ÁùºÏ²Ê¿ª½±ºÅÂë

Image of Time here becomes space by Cerith Wyn Evans
Cerith Wyn Evans, Time here becomes space. Photo © Dr Jim Roseblade

Cerith Wyn Evans

Work exhibited: Time here becomes space / Space here becomes time.

The work of Cerith Wyn Evans is an expanding oeuvre that has the character of a constellation, a restless and changing configuration of lightworks – neon, chandeliers, fireworks, searchlights – that looks different when viewed at different times, or, as with the astronomical effect of parallax, when the position of the observer has changed.

This is partly because they are also a constellation of texts, an extraordinary concatenation of citations from a range of discourses that have reflected the formation of the subject during the course of 20th and 21st century cultural history. Many of Wyn Evans’s favourite sources – Burroughs, Gysin, Ballard, Bataille, Klossowski – have themselves changed position in terms of their cultural authority over the last half century, moving between periphery and centre, growing in influence as the volume of citations increases.

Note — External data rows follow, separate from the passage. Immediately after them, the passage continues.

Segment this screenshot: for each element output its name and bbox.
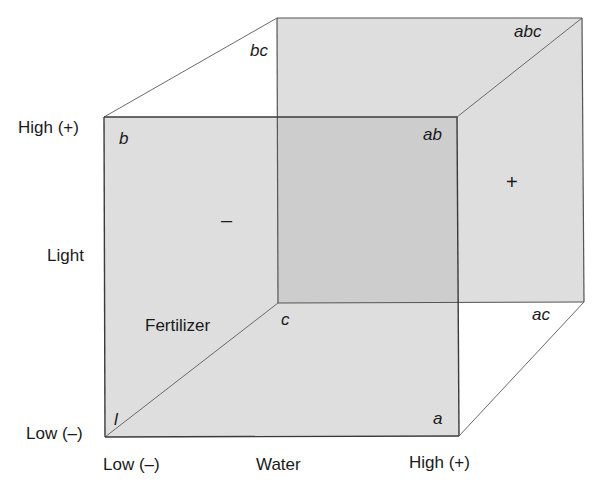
water-low-label: Low (–) (103, 456, 160, 473)
corner-ab-label: ab (423, 126, 442, 143)
overlap-region (277, 117, 458, 303)
water-axis-label: Water (256, 456, 301, 473)
edge-a-ac (459, 302, 584, 436)
corner-c-label: c (281, 311, 290, 328)
cube-graphic (0, 0, 603, 491)
corner-l-label: l (114, 411, 118, 428)
light-axis-label: Light (47, 247, 84, 264)
corner-b-label: b (119, 130, 128, 147)
corner-abc-label: abc (514, 23, 541, 40)
plus-sign: + (506, 172, 518, 192)
light-high-label: High (+) (18, 119, 79, 136)
corner-bc-label: bc (250, 42, 268, 59)
fertilizer-axis-label: Fertilizer (145, 317, 210, 334)
factorial-cube-diagram: High (+) Light Low (–) Low (–) Water Hig… (0, 0, 603, 491)
water-high-label: High (+) (409, 454, 470, 471)
corner-ac-label: ac (532, 306, 550, 323)
corner-a-label: a (433, 410, 442, 427)
front-bottom-edge (105, 436, 459, 437)
light-low-label: Low (–) (26, 425, 83, 442)
front-left-edge (104, 117, 105, 437)
minus-sign: – (221, 210, 232, 230)
edge-b-bc (104, 18, 277, 117)
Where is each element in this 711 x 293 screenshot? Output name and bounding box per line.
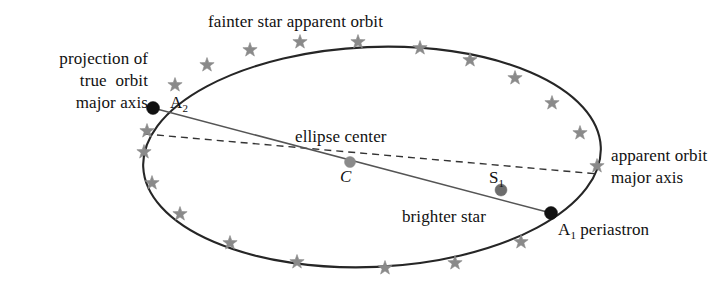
label-a1-periastron: A1 periastron	[558, 219, 649, 246]
fainter-star-position-marker	[514, 235, 528, 249]
fainter-star-position-marker	[173, 207, 187, 221]
a2-subscript: 2	[182, 102, 188, 114]
fainter-star-position-marker	[293, 35, 307, 49]
fainter-star-position-marker	[508, 71, 522, 85]
fainter-star-position-marker	[413, 41, 427, 55]
a2-symbol: A	[170, 93, 182, 112]
point-a2-apoastron-projection	[147, 102, 160, 115]
s1-symbol: S	[489, 168, 499, 187]
point-a1-periastron	[545, 207, 558, 220]
fainter-star-position-marker	[243, 43, 257, 57]
a1-symbol: A	[558, 220, 570, 239]
fainter-star-position-marker	[351, 35, 365, 49]
periastron-word: periastron	[576, 220, 649, 239]
fainter-star-position-marker	[290, 255, 304, 269]
label-s1: S1	[489, 167, 504, 194]
label-brighter-star: brighter star	[402, 206, 486, 228]
fainter-star-position-marker	[168, 78, 182, 92]
apparent-orbit-ellipse	[138, 37, 605, 277]
label-ellipse-center: ellipse center	[295, 126, 387, 148]
label-fainter-star-apparent-orbit: fainter star apparent orbit	[208, 11, 383, 33]
figure-canvas: projection of true orbit major axis fain…	[0, 0, 711, 293]
label-apparent-orbit-major-axis: apparent orbit major axis	[611, 145, 711, 189]
fainter-star-position-marker	[545, 96, 559, 110]
fainter-star-position-marker	[200, 58, 214, 72]
fainter-star-position-marker	[573, 126, 587, 140]
fainter-star-position-marker	[378, 261, 392, 275]
label-a2: A2	[170, 92, 188, 119]
s1-subscript: 1	[499, 177, 505, 189]
label-projection-of-true-orbit-major-axis: projection of true orbit major axis	[6, 48, 148, 114]
label-center-point-c: C	[340, 166, 351, 188]
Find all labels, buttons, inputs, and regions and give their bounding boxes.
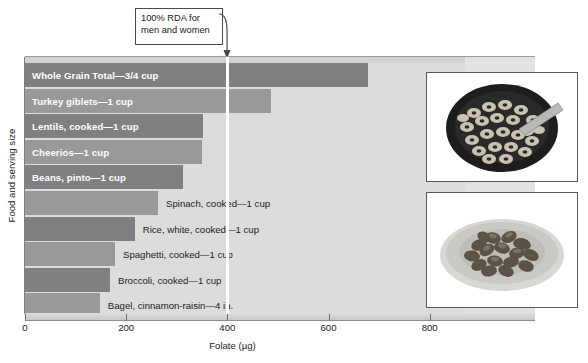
bar-3: Lentils, cooked—1 cup [25, 114, 203, 138]
y-axis-title: Food and serving size [6, 111, 17, 241]
x-tick-label-600: 600 [321, 322, 337, 333]
cereal-bowl-photo [426, 72, 578, 182]
bar-label-5: Beans, pinto—1 cup [32, 172, 126, 183]
bar-8 [25, 242, 115, 266]
bar-7 [25, 217, 135, 241]
x-axis-title: Folate (µg) [0, 340, 465, 351]
bar-10 [25, 293, 100, 313]
pinto-beans-plate-photo [426, 192, 578, 308]
x-tick-label-200: 200 [118, 322, 134, 333]
x-tick-400 [227, 314, 228, 320]
x-tick-600 [329, 314, 330, 320]
bar-5: Beans, pinto—1 cup [25, 165, 183, 189]
chart-figure: 100% RDA for men and women Whole Grain T… [0, 0, 588, 363]
x-tick-800 [430, 314, 431, 320]
rda-reference-line [226, 57, 229, 314]
bar-1: Whole Grain Total—3/4 cup [25, 63, 368, 87]
bar-label-7: Rice, white, cooked—1 cup [143, 223, 259, 234]
callout-arrow-icon [218, 12, 242, 60]
bar-2: Turkey giblets—1 cup [25, 89, 271, 113]
bar-6 [25, 191, 158, 215]
plot-area: Whole Grain Total—3/4 cupTurkey giblets—… [25, 57, 465, 313]
plot-bottom-edge [25, 313, 535, 321]
x-tick-label-800: 800 [422, 322, 438, 333]
bar-label-8: Spaghetti, cooked—1 cup [123, 249, 233, 260]
x-tick-label-0: 0 [22, 322, 27, 333]
bar-9 [25, 268, 110, 292]
bar-label-4: Cheerios—1 cup [32, 146, 109, 157]
bar-label-9: Broccoli, cooked—1 cup [118, 274, 221, 285]
x-tick-label-400: 400 [219, 322, 235, 333]
bar-4: Cheerios—1 cup [25, 140, 202, 164]
rda-callout-box: 100% RDA for men and women [135, 8, 223, 45]
bar-label-3: Lentils, cooked—1 cup [32, 121, 139, 132]
bar-label-10: Bagel, cinnamon-raisin—4 in. [108, 300, 233, 311]
x-tick-0 [25, 314, 26, 320]
bar-label-1: Whole Grain Total—3/4 cup [32, 70, 159, 81]
bar-label-6: Spinach, cooked—1 cup [166, 198, 270, 209]
bar-label-2: Turkey giblets—1 cup [32, 95, 133, 106]
x-tick-200 [126, 314, 127, 320]
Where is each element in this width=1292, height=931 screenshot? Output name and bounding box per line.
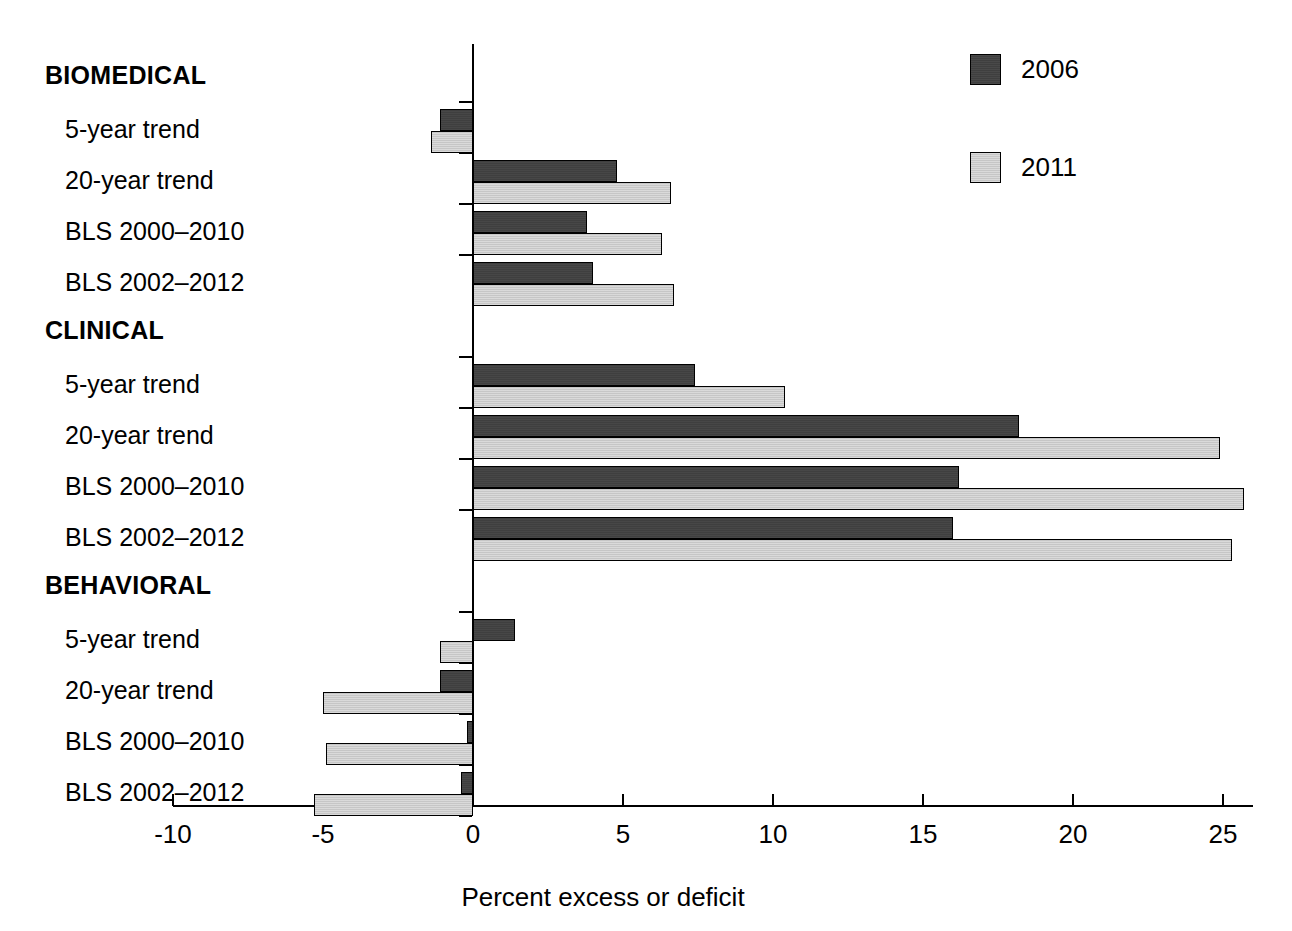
x-tick-label: 5 <box>616 819 630 850</box>
bar-2006 <box>473 160 617 182</box>
legend-swatch-2006 <box>970 54 1001 85</box>
x-axis-title: Percent excess or deficit <box>461 882 744 913</box>
legend-item-2006[interactable]: 2006 <box>970 54 1079 85</box>
legend-label-2011: 2011 <box>1021 152 1077 183</box>
bar-2006 <box>473 364 695 386</box>
x-tick <box>622 794 624 806</box>
bar-2006 <box>440 670 473 692</box>
bar-2011 <box>323 692 473 714</box>
x-tick-label: 10 <box>759 819 788 850</box>
group-header-biomedical: BIOMEDICAL <box>45 61 206 90</box>
x-tick-label: -5 <box>311 819 334 850</box>
bar-2006 <box>473 262 593 284</box>
legend-item-2011[interactable]: 2011 <box>970 152 1077 183</box>
x-tick-label: 15 <box>909 819 938 850</box>
bar-chart: BIOMEDICAL5-year trend20-year trendBLS 2… <box>0 0 1292 931</box>
bar-2006 <box>473 466 959 488</box>
bar-2011 <box>473 284 674 306</box>
y-tick <box>459 356 472 358</box>
group-header-behavioral: BEHAVIORAL <box>45 571 211 600</box>
row-label: BLS 2000–2010 <box>65 727 244 756</box>
y-tick <box>459 203 472 205</box>
bar-2006 <box>473 619 515 641</box>
x-tick <box>1072 794 1074 806</box>
row-label: BLS 2002–2012 <box>65 523 244 552</box>
bar-2011 <box>326 743 473 765</box>
bar-2011 <box>314 794 473 816</box>
row-label: 5-year trend <box>65 625 200 654</box>
plot-area: BIOMEDICAL5-year trend20-year trendBLS 2… <box>0 0 1292 931</box>
row-label: BLS 2002–2012 <box>65 778 244 807</box>
bar-2006 <box>473 211 587 233</box>
bar-2006 <box>473 415 1019 437</box>
legend-swatch-2011 <box>970 152 1001 183</box>
row-label: 20-year trend <box>65 676 214 705</box>
bar-2011 <box>473 182 671 204</box>
bar-2006 <box>440 109 473 131</box>
bar-2006 <box>461 772 473 794</box>
x-tick <box>772 794 774 806</box>
bar-2011 <box>473 539 1232 561</box>
bar-2011 <box>473 437 1220 459</box>
bar-2006 <box>467 721 473 743</box>
x-tick-label: -10 <box>154 819 192 850</box>
y-tick <box>459 407 472 409</box>
y-tick <box>459 254 472 256</box>
y-tick <box>459 509 472 511</box>
x-tick-label: 0 <box>466 819 480 850</box>
row-label: 5-year trend <box>65 370 200 399</box>
bar-2011 <box>440 641 473 663</box>
x-tick <box>1222 794 1224 806</box>
x-tick <box>922 794 924 806</box>
row-label: BLS 2002–2012 <box>65 268 244 297</box>
row-label: 20-year trend <box>65 166 214 195</box>
bar-2006 <box>473 517 953 539</box>
bar-2011 <box>473 488 1244 510</box>
y-tick <box>459 611 472 613</box>
y-tick <box>459 458 472 460</box>
bar-2011 <box>473 233 662 255</box>
row-label: BLS 2000–2010 <box>65 472 244 501</box>
bar-2011 <box>473 386 785 408</box>
x-tick-label: 20 <box>1059 819 1088 850</box>
row-label: 5-year trend <box>65 115 200 144</box>
row-label: BLS 2000–2010 <box>65 217 244 246</box>
y-tick <box>459 101 472 103</box>
group-header-clinical: CLINICAL <box>45 316 164 345</box>
bar-2011 <box>431 131 473 153</box>
legend-label-2006: 2006 <box>1021 54 1079 85</box>
x-tick-label: 25 <box>1209 819 1238 850</box>
row-label: 20-year trend <box>65 421 214 450</box>
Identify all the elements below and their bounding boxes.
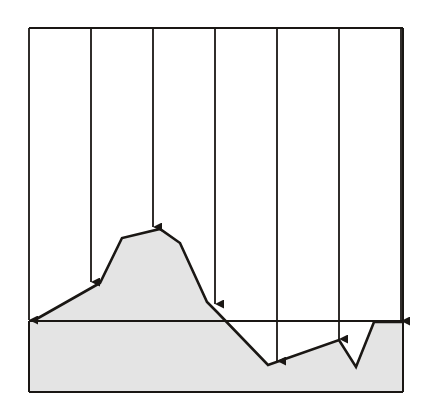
terrain-profile-diagram: [0, 0, 433, 416]
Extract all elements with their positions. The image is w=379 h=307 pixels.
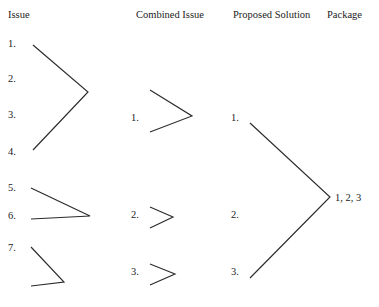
issue-node-1: 1. [8, 38, 16, 50]
issue-node-6: 6. [8, 210, 16, 222]
combined-issue-node-2: 2. [131, 209, 139, 221]
proposed-solution-node-2: 2. [231, 209, 239, 221]
connector-solution-bracket-1-3 [250, 123, 330, 278]
column-header-package: Package [327, 9, 362, 21]
package-node-1-2-3: 1, 2, 3 [335, 192, 361, 204]
issue-flow-diagram: Issue Combined Issue Proposed Solution P… [0, 0, 379, 307]
issue-node-4: 4. [8, 146, 16, 158]
connector-issue-bracket-7 [31, 247, 64, 286]
connector-combined-bracket-3 [150, 264, 175, 285]
issue-node-3: 3. [8, 109, 16, 121]
connector-lines-group [0, 0, 379, 307]
issue-node-5: 5. [8, 182, 16, 194]
combined-issue-node-3: 3. [131, 266, 139, 278]
issue-node-7: 7. [8, 242, 16, 254]
column-header-issue: Issue [8, 9, 30, 21]
connector-combined-bracket-2 [150, 207, 173, 228]
connector-issue-bracket-1-4 [33, 45, 88, 150]
column-header-combined-issue: Combined Issue [136, 9, 204, 21]
connector-combined-bracket-1 [150, 90, 192, 132]
column-header-proposed-solution: Proposed Solution [233, 9, 310, 21]
issue-node-2: 2. [8, 73, 16, 85]
connector-issue-bracket-5-6 [31, 188, 90, 219]
combined-issue-node-1: 1. [131, 112, 139, 124]
proposed-solution-node-3: 3. [231, 266, 239, 278]
proposed-solution-node-1: 1. [231, 112, 239, 124]
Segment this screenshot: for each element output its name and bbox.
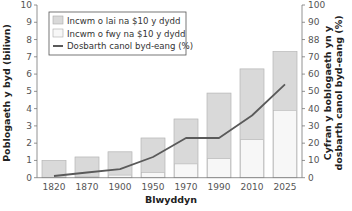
y-tick-label-right: 40	[308, 104, 320, 114]
chart: 0123456789100102030405060708890100182018…	[0, 0, 352, 211]
x-tick-label: 2010	[241, 182, 264, 192]
x-tick-label: 1990	[208, 182, 231, 192]
x-tick-label: 1970	[175, 182, 198, 192]
y-tick-label-right: 90	[308, 17, 320, 27]
bars	[42, 52, 297, 178]
x-tick-label: 1900	[109, 182, 132, 192]
y-tick-label-left: 3	[26, 121, 32, 131]
y-tick-label-right: 50	[308, 86, 320, 96]
chart-canvas: 0123456789100102030405060708890100182018…	[0, 0, 352, 211]
legend-label-below-10: Incwm o lai na $10 y dydd	[67, 16, 180, 26]
legend-label-above-10: Incwm o fwy na $10 y dydd	[67, 29, 185, 39]
x-tick-label: 2025	[274, 182, 297, 192]
y-tick-label-right: 10	[308, 155, 320, 165]
y-tick-label-right: 30	[308, 121, 320, 131]
y-tick-label-left: 0	[26, 173, 32, 183]
y-axis-title-left: Poblogaeth y byd (biliwn)	[1, 24, 12, 162]
bar-above-10-1950	[141, 173, 164, 178]
y-tick-label-left: 6	[26, 69, 32, 79]
y-tick-label-right: 100	[308, 0, 325, 10]
y-tick-label-right: 0	[308, 173, 314, 183]
x-tick-label: 1870	[76, 182, 99, 192]
y-axis-title-right-line2: dosbarth canol byd-eang (%)	[333, 15, 344, 170]
bar-above-10-1990	[207, 159, 230, 178]
legend-label-line: Dosbarth canol byd-eang (%)	[67, 41, 193, 51]
y-tick-label-left: 7	[26, 52, 32, 62]
y-tick-label-left: 5	[26, 86, 32, 96]
y-tick-label-left: 10	[21, 0, 33, 10]
y-tick-label-left: 1	[26, 155, 32, 165]
bar-total-1870	[75, 157, 99, 178]
y-tick-label-left: 4	[26, 104, 32, 114]
y-tick-label-left: 2	[26, 138, 32, 148]
x-axis-title: Blwyddyn	[145, 194, 197, 205]
bar-above-10-2010	[240, 140, 263, 178]
x-tick-label: 1950	[142, 182, 165, 192]
x-tick-label: 1820	[43, 182, 66, 192]
y-tick-label-right: 70	[308, 52, 320, 62]
y-tick-label-right: 20	[308, 138, 320, 148]
y-tick-label-left: 8	[26, 35, 32, 45]
y-tick-label-right: 88	[308, 35, 320, 45]
bar-above-10-2025	[273, 110, 296, 177]
y-tick-label-right: 60	[308, 69, 320, 79]
legend: Incwm o lai na $10 y dydd Incwm o fwy na…	[49, 12, 193, 55]
legend-swatch-below-10	[53, 16, 63, 24]
legend-swatch-above-10	[53, 29, 63, 37]
bar-above-10-1970	[174, 164, 197, 178]
bar-total-1900	[108, 152, 132, 178]
y-axis-title-right-line1: Cyfran y boblogaeth yn y	[322, 25, 333, 160]
y-tick-label-left: 9	[26, 17, 32, 27]
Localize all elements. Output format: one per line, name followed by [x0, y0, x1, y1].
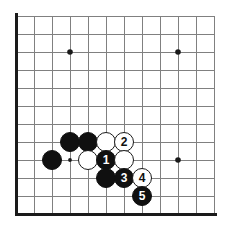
- stone-white: [78, 150, 98, 170]
- stone-black-move-3: 3: [114, 168, 134, 188]
- stone-black: [96, 168, 116, 188]
- stone-white-move-4: 4: [132, 168, 152, 188]
- stone-white: [96, 132, 116, 152]
- stone-black-move-1: 1: [96, 150, 116, 170]
- stone-move-number: 3: [121, 172, 127, 184]
- stone-black: [78, 132, 98, 152]
- stone-move-number: 5: [139, 190, 145, 202]
- stone-black: [42, 150, 62, 170]
- stone-black-move-5: 5: [132, 186, 152, 206]
- stone-move-number: 1: [103, 154, 109, 166]
- stone-move-number: 4: [139, 172, 145, 184]
- go-board-diagram: 21345: [0, 0, 241, 237]
- stone-move-number: 2: [121, 136, 127, 148]
- stone-white-move-2: 2: [114, 132, 134, 152]
- stone-white: [114, 150, 134, 170]
- stone-black: [60, 132, 80, 152]
- stone-layer: 21345: [0, 0, 241, 237]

Wyn Evans provides a spectacular focus for the awareness of the material presence of language in western culture by giving a selection of seminal ideas – or rather, phrases that resemble ideas – the status of objects. His is the art of a time in which art history has experienced a magnetic declination towards critical theory, to an extent that has redefined the field, incorporating critical activity into art practice.

His porousness to the words of others turns his art into a staging of intertextuality, in which his own role appears to be transformed into that of a medium for those textual messages that are the most unsettling and most irreducible, whose meanings are both insinuating and elusive, at once irresistible and resistant to straightforward translation. In this, his attitude towards writing and reading seems to follow Burroughs in recognising the subversive capacity of language to behave like a virus, corrupting existing forms of order and value.

His frequent deployment of palindromes and mirror texts, as with Time here becomes space / Space here becomes time, implies both formally and semantically the independent power that language has to construct a reality of its own to rival existing versions.